Within the new unit specifically, student support will include: advising and scheduling services, tutoring and extended learning support, retention programs, academic and retention support for minority students, advising for students re-thinking major selection, pre-health sciences and pre-law advising, and monitoring of courses and programs with high demand.

The advising reorganization will involve some personnel shifts in the academic arena, though no loss of jobs is expected. As already noted, a reduction of administrative positions is planned, coinciding with an increase in the number of counselors available to work directly with students.

“We’re going to be organized to work together in different ways than we have in the past,” said Cooley, currently assistant dean in the Colleges of the Arts and Sciences, a federation of five colleges that collectively enroll about 10,000 undergraduates. “This will tighten the net of people who are already linked to the undergraduate experience.”
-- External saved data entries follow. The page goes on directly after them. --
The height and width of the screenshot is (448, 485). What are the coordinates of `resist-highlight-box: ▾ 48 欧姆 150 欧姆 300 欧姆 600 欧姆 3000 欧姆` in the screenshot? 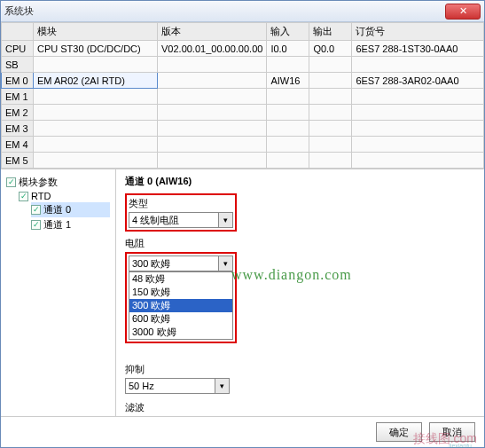 It's located at (181, 298).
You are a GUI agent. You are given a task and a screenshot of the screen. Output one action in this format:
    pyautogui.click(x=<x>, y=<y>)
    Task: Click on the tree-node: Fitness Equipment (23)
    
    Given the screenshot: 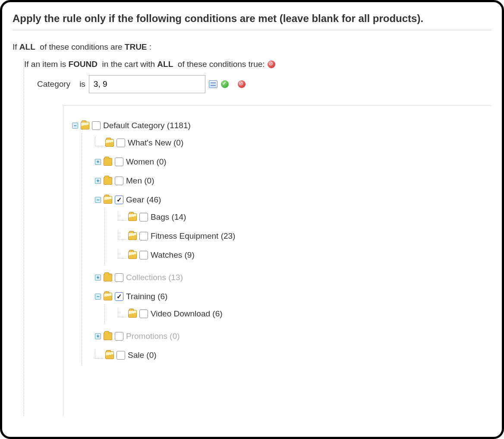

Cooley noted that the new structure will provide a better way to work with students according to their interests. “The best organization of advising resources is to structure them according to student interests. We want to make counseling both deeper and broader. We’ll build on the depth by strengthening the connections to colleges, departments and faculty, and we’ll create greater breadth by seamless linkages to a much wider variety of service offices than at present.

“Counselors specializing in biological sciences or the humanities will be connected with the departments and faculty in those colleges, but they also will be connected to an extensive array of academic, financial and personal support offices. To students, it should not appear to be a single kind of academic counseling. Rather, there will be a variety of academic and career-related clusters of counselors commingled in a seamless web of support.”

Cooley said the counseling specialties will be connected to many other offices – including the Office of Minority Affairs, the First Year Experience Office, those housed in the Younkin Success Center, the Honors and Scholars Center, and Residence and Dining Halls. “The aggregation of services will create a new spirit that will help people think of themselves as connected in a seamless way rather than having to move from silo to silo,” he said.

Administrative details concerning other functions operated by University College are yet to be finalized.